After the cows were sold, Corle went into depression. “After the truck left, it felt like something was ripped out of me with the finality of it,” he said. “This was a piece of my identity, and I was just heartbroken.”

He turned to the guitar in his farmhouse studio to help him. “The music had been on the back burner for a while — farming full-time and creating music don’t necessarily go hand in hand,” he said. “And I had the idea that people wouldn’t take a farmer seriously who was also a songwriter.”

A friend in the music industry commented one day how lonely and empty the barn must feel. “He said, you need to write a song called ‘Empty Barn,’ and I was floored,” Corle said.

He decided to let the idea “percolate” a bit before embarking on the songwriting. Going to bed that night, he was in the haze between asleep and awake when the first verse and the melody came to him. After battling with himself about whether he would remember it in the morning, he wrote the words down on a bedside notepad and recorded himself into his phone.

“When I woke up the next morning, I thought I had dreamt the whole thing until I looked at my phone,” he said. “Songwriters say when a song idea comes to you fast and furious, those are the best ones. In 40 minutes, I had the entire song written.”

What followed was indeed fast and furious. Corle recorded the song in his farmhouse studio and posted it for his social media followers to download for free. There were soon 1,000 downloads, all from followers sharing the post. “This was happening to me on a personal level,” he said. “I had no idea so many people would relate to the words.”

That response led to a trip to Nashville to book studio time. And that led to a group of professional studio musicians lending their talents to “Empty Barn” and creating the single, part of an album titled “Farm Animal.”

The album was recorded in May 2022, and Corle has been busy promoting his music independently ever since. In late July, the song was released to Spotify’s streaming service and has been downloaded more than he ever dreamed and from all over the world.

Bigger connection

His most recent project with the song has also been fast and furious. He wanted to make a video that would resonate with other farmers. He put out a request for photos of barns, cows, and farm life.

“The response was unbelievable,” he said. “We received hundreds of pictures and chose the ones that best fit the story. It’s a story that’s organic and authentic and hopefully cathartic for others as well.”

The video was released on YouTube in August and quickly reached more than 35,000 views. “People have reached out to me saying I had captured exactly how they felt,” Corle said.

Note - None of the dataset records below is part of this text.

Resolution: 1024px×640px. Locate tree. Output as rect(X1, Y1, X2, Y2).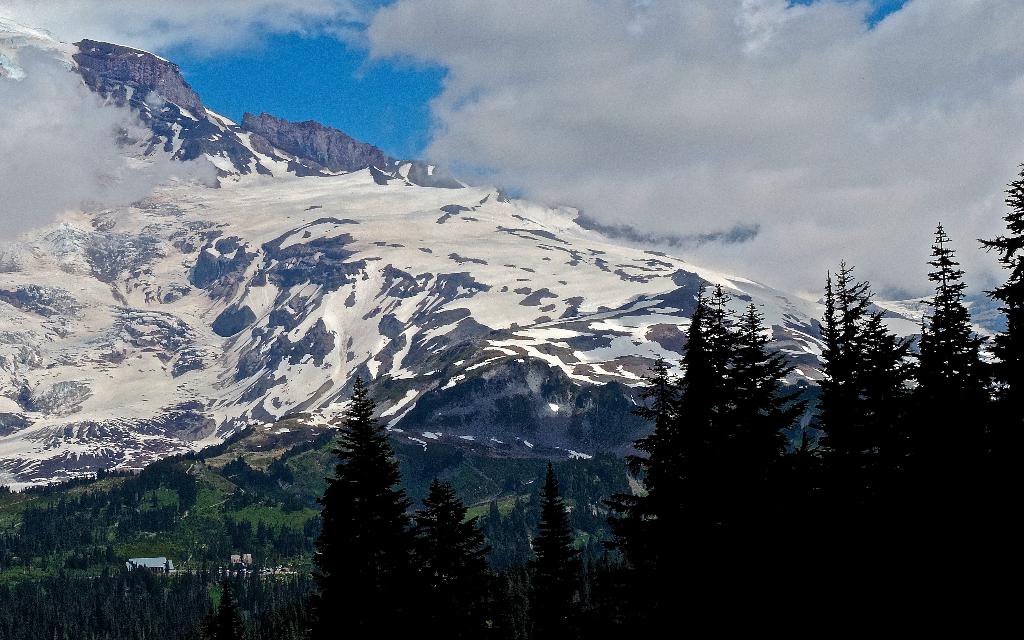
rect(911, 218, 998, 463).
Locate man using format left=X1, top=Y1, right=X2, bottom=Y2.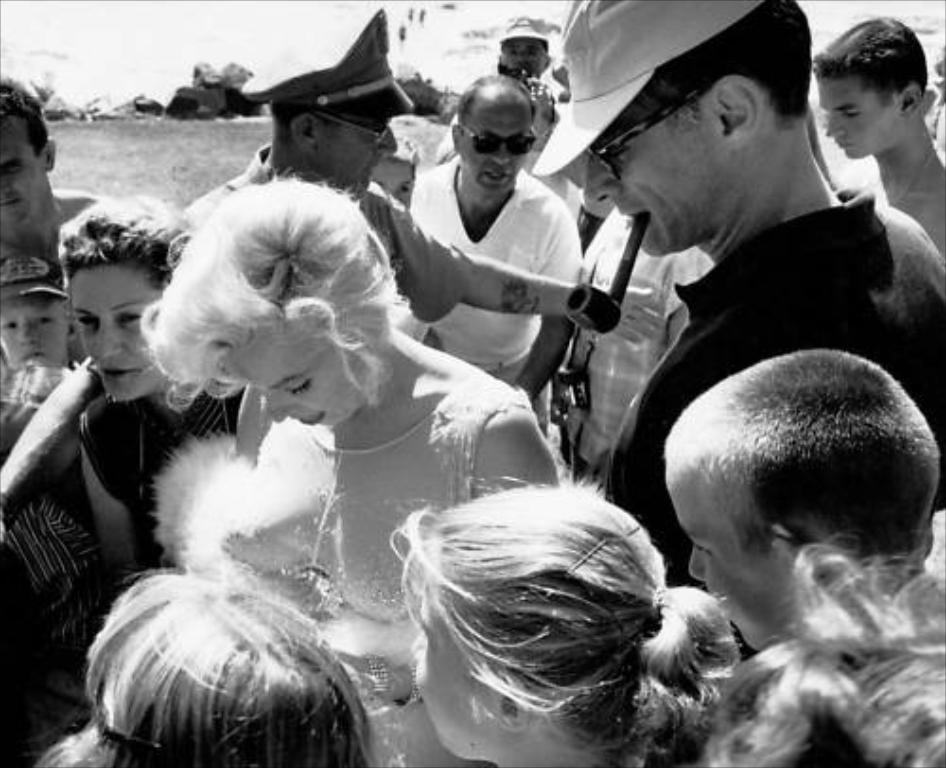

These days, much of his time is spent on promotion. Since his time in Nashville, he has learned a great deal about how to make music a full-time career.

“I’ve wanted to do this since I was small, but it always competed with farming,” Corle said.

He is already at work on new material, crediting “Empty Barn” for creating this opportunity.

“I believe 100% that I didn’t write that song so much as channel it and capture all the emotions that were flowing through me,” he said. “That title was a gift from God; the song just wrote itself.”